Deborah waits until they’re both halfway down the hall and out of his hearing before she says, in a tightly clipped voice, “Never speak after you’ve been dismissed. It only encourages him to continue perceiving you, and that will end poorly for you if it occurs.”

“Ma’am?” asks Floretta, voice gone small.

“You’re to be a member of our household now. From your attire and demeanor, I’m supposing this was as much of a surprise to you as it is to me?” There is no deference in her tone.

(Deference would come later, when Floretta had completed her transformation into the ward of the master of the house, rather than the in-between creature she was now.

Deference would come when there were no other choices to be had.

It would not be enough. Nothing, once the wheels had been set into motion, could have been enough.)

“Yes, ma’am,” says Floretta.

“How old are you?”

“Seven,” says Floretta.

“Do you know your letters? Your numbers? Can you do simple sums?”

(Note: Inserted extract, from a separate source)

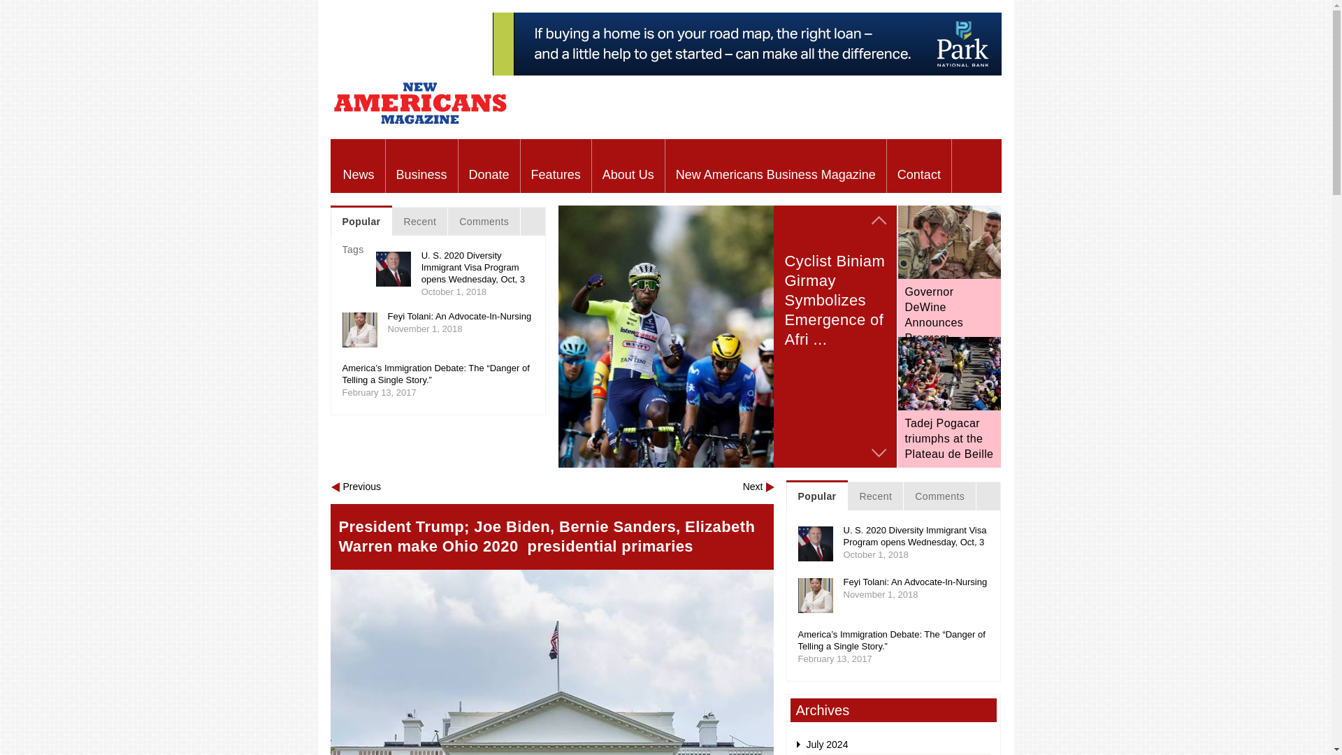 This screenshot has width=1342, height=755. I want to click on Feyi Tolani: An Advocate-In-Nursing, so click(459, 316).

“I can read well enough to sound out the scripture, and do simple maths with sufficient ease to relieve some of the household pressure on my guardian,” says Floretta, with careful politeness. “Am I needed to handle the household accounts?”

“Good Lord above, girl, no,” says Deborah, sounding shocked. “You are a child. You will be expected to comport yourself as a child does, to attend your lessons and mind your manners. Do as you’re told and we’ll have no problems.”

Floretta frowns. “Is there to be no time for…” She trails off.

She doesn’t know how describe the life she’s lived up until this point, or how she’s spent the majority of her days.

Does Boston even know the value of wildflowers, or the need for wandering in the woods between lessons and chores? Do wildflowers grow in Boston?

She has never felt so small, or so alone.

“The master is a good man. He will see to it that you’re fed and clothed, and elevated to the heights to which your birth entitles you.

Don’t look so glum, girl. You’ve landed in a fortunate position here, and whoever—whatever—you were before, you’re Mr. Baker’s ward now.

Appreciate what you have, and forget what you haven’t. It doesn’t matter anymore.”

Floretta nods and says nothing.

It doesn’t feel as if there’s anything left to say.

Miss Cottingsly seems too old by half for the title she carries; Floretta has never seen a “miss” old enough to be her grandmother before.

The woman’s face is seamed with wrinkles, and her hair is white as cotton and cut short enough to curl in on itself, like a lamb’s wool.

She wears a simple dress and a white apron, perfectly tied around her admirably thick waist.

She looks at Floretta as Floretta looks at her, taking in the child’s measure with a quick, calculated motion of her head, eyes slightly narrowed as she considers the job in front of her.

The girl’s hair will need to be cut and styled, her face washed, and her dress replaced by something more suitable, yes, yes, but these are the superficial aspects of what must be done.

Everything about the child screams “provincial.” She is a creature of forest and fen, the mud under her fingers so deeply engrained that it may as well be a part of her, immutable.

There are wildflowers in her eyes. It will need to change, every bit of it, before she can be a respectable daughter of a respectable household.

And Mr. Baker keeps a respectable household.

The woman he calls Miss Cottingsly could no more explain his profession or the source of his funds than she could the movement of the heavens; she is a simple soul, employed for her discretion as much as for her skills, and she has never once inquired after things that are not hers to know.

He pays her wages, provides a roof above her head, and so she allows him all the secrets he desires.

She was well trained in the household she served before this one. She knows how to practice discretion.

“Stand up straight, girl,” she says, and her voice is as matronly as her appearance, and utterly devoid of warmth. “I want to see you.”